When the news broke about the blackout, it sounded like another policy headline, serious, distant, abstract. That distance collapsed following interviews with individuals living in Gabon. What emerged wasn't a debate about platforms or regulation, but a collection of interrupted lives, delayed plans, and halted ambition.
Commenting on the issue with the Bureau at ADC, Mr Claude Emmanuel NdongMebale, a Gambian artist preparing for the final stages of an art exhibition. His voice was steady, but his frustration surfaced as he explained how central social media had been to the project. He said social media was his primary tool for inviting participation, building momentum, and coordinating collaborations with artists and partners across borders. Much of the exhibition’s life had been taking shape online until it suddenly wasn’t. Now, he said, "preparing the exhibition feels like working in isolation, cut off from the public and collaborators it was meant to reach". “Art needs air,” he told me. “Right now, it feels like we’re suffocating it.”
Another conversation followed with Brand’O, a fashion designer whose brand has been built almost entirely through social media. For him, the blackout is not an inconvenience but a destabilising blow. He said Orders have stalled, international clients are unreachable, and completed collections remain unseen. He also described the experience as being frozen in motion, working each day without the ability to move forward.
Speaking on condition of anonymity with the BBC, a restaurant owner in the capital, Libreville, told the BBC the suspension would greatly affect his business, since he uses social media for promotion. "Almost 40% of my customers decided to order or come to the restaurant after seeing our advertising on social media… I won't be able to catch new customers, because clients are attracted by what they are seeing, reviews from friends, pictures," he said. "We are entering a phase where we don't even know if we are moving forward with global development or if we are sliding backwards into total underdevelopment."

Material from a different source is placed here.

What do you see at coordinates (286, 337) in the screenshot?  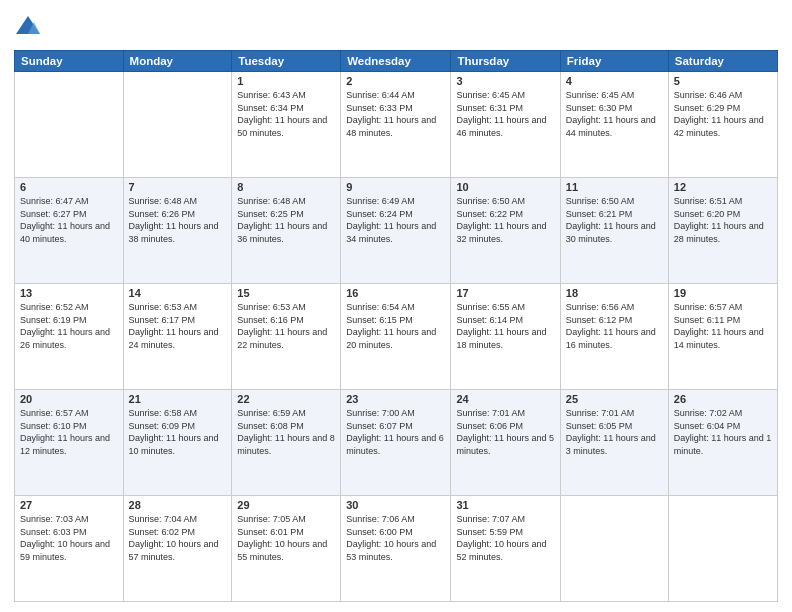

Listening to these stories, the phrase “false information” began to feel too small to contain what people were actually experiencing. Small business owners who depend on Instagram and WhatsApp for sales are steadily losing business by the hour. Media practitioners and digital journalists faced barriers to real-time reporting. Content creators, marketers, and online workers were cut off from their primary tools of work. None of them spoke about the politics of the issue; theie focus was entirely about survival. This is where policy collides with reality.
In modern African economies, social media is not merely social; it is an important economic infrastructure. Any disruption, therefore, affects livelihoods, not just conversations. Misinformation is real; it causes harm, it fuels fear and division. Governments have a responsibility to protect citizens from chaos and incitement. That is not in question. But silence is a blunt instrument. When social media is switched off, it silences more than what is intended. What happens when an artist cannot invite the world into his work? When a designer cannot sell what he creates? When a restaurant owner cooks without certainty?
In these moments, misinformation stops being abstract. The blackout itself becomes a disruption; quiet, creeping, and deeply personal.
The Question That Remains
What stood out was not anger, but fatigue. People are adapting again, calling instead of messaging, printing instead of posting, waiting instead of sharing. Underlying it all is a question few articulate openly:
Is this the only way?
- Can misinformation be addressed without shutting down entire digital communities?
- Can accountability exist without collective punishment?
- Can trust be built through silence?
I did not experience the blackout directly. But through these conversations, I felt its weight. Policies are often written in the language of necessity and security. Lived experiences speak another language, the language of interruption. Perhaps that is where the real conversation should begin. Not with platforms, but with people. Not with control, but with care. Because in trying to control the narrative, we must be careful not to mute the very voices that give a society its pulse.